'Heartless' Hollande fails to defuse row over Roma girl

After five days of political crisis, the saga of a Roma schoolgirl deported from France exploded in the face of President François Hollande today.
Mr Hollande tried to defuse the row by offering to allow Leonarda Dibrani, 15, who was detained during a school bus trip 10 days ago, to resume her studies in France alone.
His compromise, which was dismissed by all sides, deepened a crisis which has exposed cabinet rifts on migration policy and crystallised the frustration of young people with the Socialist-led government.
During a solemn, national TV address entirely devoted to the affair on Saturday, the President said that Leonarda could return – but without her parents and her four siblings.
The deportation of Leonarda and her family had been legal, Mr Hollande said, but officials in eastern France had acted clumsily in removing the girl from a bus in front of her schoolmates. In future, new rules would forbid the detention of the children of illegal immigrants during school activities.
Leonarda listened to the President’s speech on a French journalist’s phone in Kosovo. Live on television, she dismissed the offer as “heartless”. “I am not going back to France alone,” she said. “I will not abandon my family.” Her father, Resat Dibrani, 43, who has admitted lying to French authorities about his family’s birthplace, said Mr Hollande had made a “shit” decision.

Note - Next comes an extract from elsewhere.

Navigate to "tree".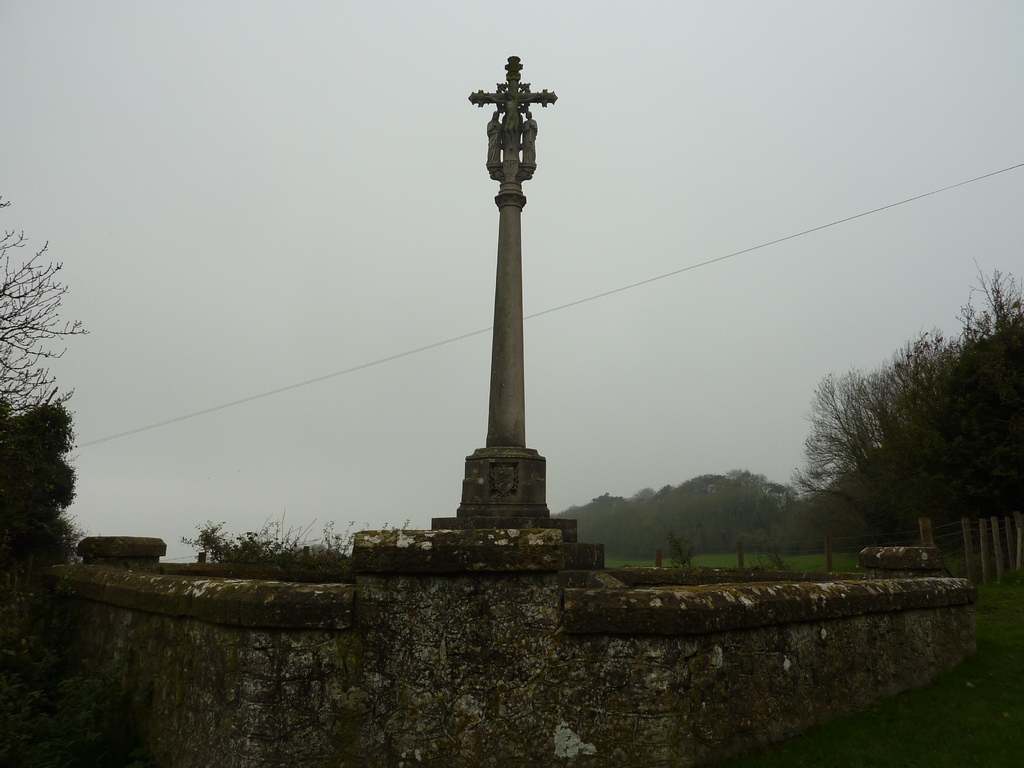
Navigation target: l=0, t=357, r=84, b=595.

Polls suggest more than 70 per cent of French people have no problem with Leonarda’s deportation. Lycee students in Paris and other cities disagree. Last week, they blocked schools and marched in the streets in protest.

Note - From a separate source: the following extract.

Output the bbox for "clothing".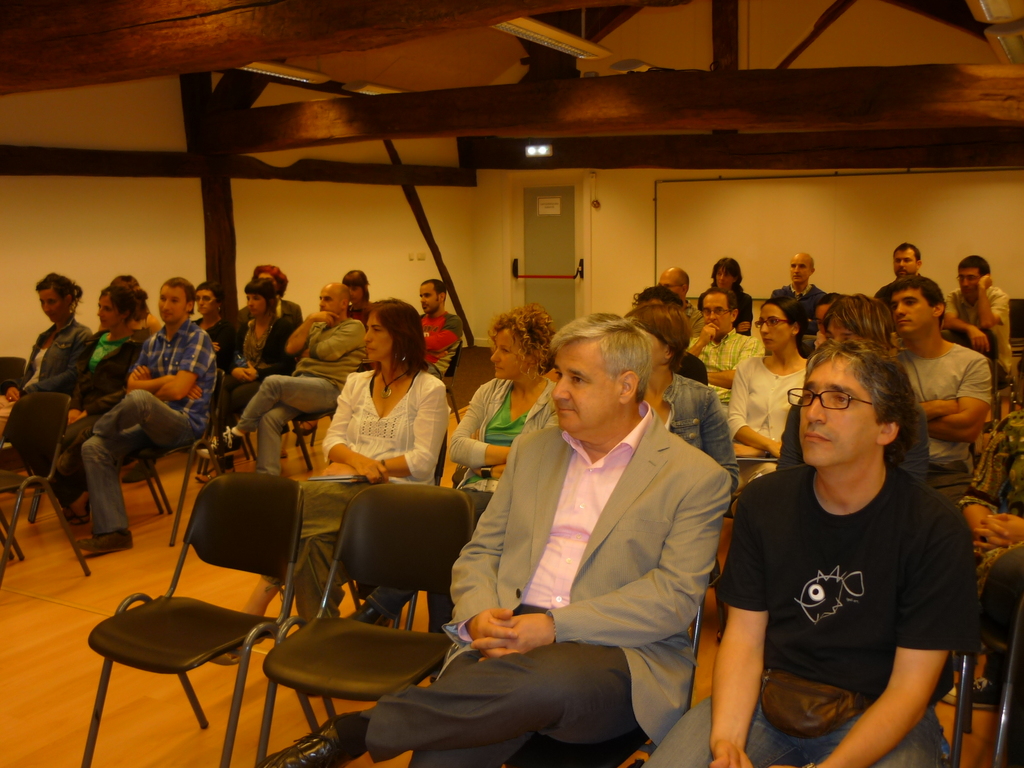
(679, 328, 746, 378).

President Hollande had stayed silent on the affair for the three days before his brief – but extraordinary – TV address from the Elysée Palace on Saturday. He offered Leonarda the right to return alone to her school in the Doubs department near the Swiss border. He said that the French government would organise – and implicitly pay for – a host family.
It emerged later that Mr Hollande had been obliged to frame this compromise to end a slanging match on Saturday between his Prime Minister, Jean-Marc Ayrault, and the hardline interior minister, Manuel Valls.

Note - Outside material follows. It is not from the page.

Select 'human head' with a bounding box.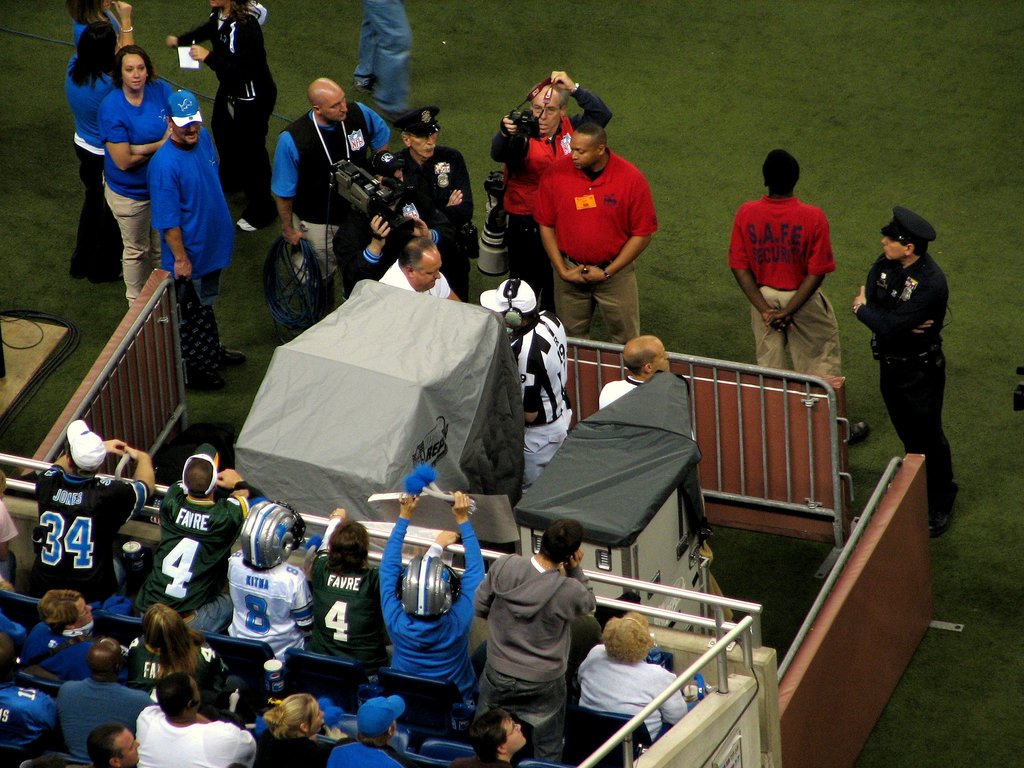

Mr Ayrault wanted the whole family to return. Mr Valls originally wanted none of them to come back.
The interior minister angered left-wingers last month when he said few of the 20,000 Roma gypsies from eastern Europe had a “capacity” to integrate into French life. Their “destiny”, he said, was to “go home”. His comments partly explain why the “affaire Leonarda” has become such a big issue.
In an interview with a French newspaper today, he was unrepentant.
“Nothing will make me deviate from my path,” he said. “The law must be applied and this family (Leonarda apart) must not come back to France.”